Similarly, water cleaning plants and pump stations for sewage cleaning and waste disposal are destroyed and haven’t been repaired because spare parts have not been let in due to the siege. Spare parts sit for up to two years on the border without being let in. Donated trucks from the UN and Japan for solid waste disposal are also being kept out.
Instead, 280 donkey cart drivers are commissioned to manually pick up the waste from the 600,000 inhabitants of Gaza City who should, of course, have a modern system. Plus, there is no fuel for the water pumping stations. The blackouts can last for 18 hours a day and the lack of fuel for running the water pump stations means that 50 percent of Gaza’s population receives water for only six to eight hours a day every fourth day.
So why won’t Israel let Palestinians have clean water and allow them to clean the wastewater? Why will they not allow them to collect their solid waste? Clearly Israel wants to make life as difficult as possible for the Palestinian community in order to break their resistance, to humiliate them, and to conquer them. It is not going to happen.
SK: I visited al-Shifa less than one year ago and was astounded by how underfunded and under-resourced its facilities were. Is there anything people living outside of Palestine can do to help the hospital maintain its operation? And how can these individuals contribute to the Palestinian solidarity movement?

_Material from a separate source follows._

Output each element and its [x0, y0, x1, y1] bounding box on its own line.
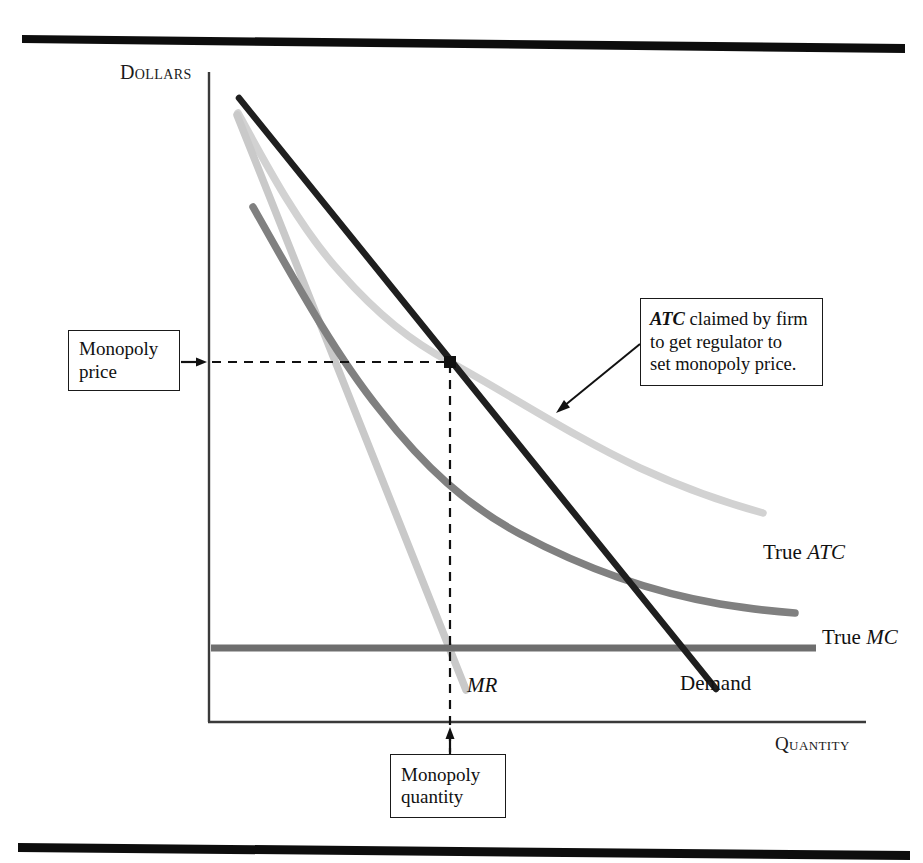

MG: We need to organize and increase political pressure. We have to influence our leaders, politicians and governments. We have to encourage the boycott, divestment and sanctions movement against the State of Israel. There is mounting support for the Palestinian solidarity movement.

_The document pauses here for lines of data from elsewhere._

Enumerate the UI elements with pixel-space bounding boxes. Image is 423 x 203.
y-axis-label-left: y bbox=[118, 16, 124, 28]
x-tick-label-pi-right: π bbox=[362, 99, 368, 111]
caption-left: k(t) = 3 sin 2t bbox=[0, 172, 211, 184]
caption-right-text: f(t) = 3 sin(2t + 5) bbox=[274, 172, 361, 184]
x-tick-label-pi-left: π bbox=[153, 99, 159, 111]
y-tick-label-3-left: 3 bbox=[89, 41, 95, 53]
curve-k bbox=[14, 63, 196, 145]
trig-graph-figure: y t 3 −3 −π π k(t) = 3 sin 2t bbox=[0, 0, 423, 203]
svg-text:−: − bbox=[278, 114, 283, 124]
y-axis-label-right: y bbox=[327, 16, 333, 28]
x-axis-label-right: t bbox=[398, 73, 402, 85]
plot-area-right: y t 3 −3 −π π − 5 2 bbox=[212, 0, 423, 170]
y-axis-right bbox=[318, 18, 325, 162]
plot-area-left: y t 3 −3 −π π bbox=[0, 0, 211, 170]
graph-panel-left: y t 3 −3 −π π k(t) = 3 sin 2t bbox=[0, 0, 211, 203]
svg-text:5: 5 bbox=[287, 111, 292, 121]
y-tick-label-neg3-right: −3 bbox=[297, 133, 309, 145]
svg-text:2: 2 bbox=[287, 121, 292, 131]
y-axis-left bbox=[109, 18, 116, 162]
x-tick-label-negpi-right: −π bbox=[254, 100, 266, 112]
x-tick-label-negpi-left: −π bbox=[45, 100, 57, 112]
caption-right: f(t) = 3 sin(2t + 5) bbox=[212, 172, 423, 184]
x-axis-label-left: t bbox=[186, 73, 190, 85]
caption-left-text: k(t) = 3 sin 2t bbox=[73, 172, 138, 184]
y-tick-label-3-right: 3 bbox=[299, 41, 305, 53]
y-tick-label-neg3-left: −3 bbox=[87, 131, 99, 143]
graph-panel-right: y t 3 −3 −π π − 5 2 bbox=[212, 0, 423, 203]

Churches, universities, and sports teams must be convinced to boycott Israel. We must explain to people in Israel that they cannot expect “business as usual” as long as the occupation and oppression of the Palestinians continue. At the end of the day, such peaceful political pressure will force Israel’s population — and hopefully also the United States — to change its stance, I believe.
Ultimately, I think this work on the home front is more effective than trying to smuggle in equipment or supplies. The most fundamental demand is to lift the siege on Gaza and to allow for the reconstruction of the Gaza infrastructure: the schools, the hospitals, the roads and the waste management system. To end the occupation of Palestine and safeguard the return of the Palestinians in diaspora is a prerequisite for lasting peace.
SK: What about for those who are medically-inclined?
MG: For medical students, we need to raise awareness in medical schools. Students must be trained to see the evidence of the extensive and destructive effects the Israeli occupation has on population health. And why not get in contact with medical students in Gaza and make alliances? Involve yourselves with programs of exchange to other campuses and travel, travel, travel, travel.
Go there and see for yourselves, not necessarily to do medical work but to meet medical students and to make partnerships. They are well organized and highly motivated and it is obviously worth the effort. Solidarity between individuals and people is a strong force and much needed in the current situation in occupied Palestine — and in the refugee camps outside Palestine. Everyone can make a difference by being active, not by being idle.
Sami Kishawi is an undergraduate student at the University of Chicago. He is an active member of Students for Justice in Palestine and Chicago Movement for Palestinian Rights, two youth-led movements advocating for Palestinian rights through direct action.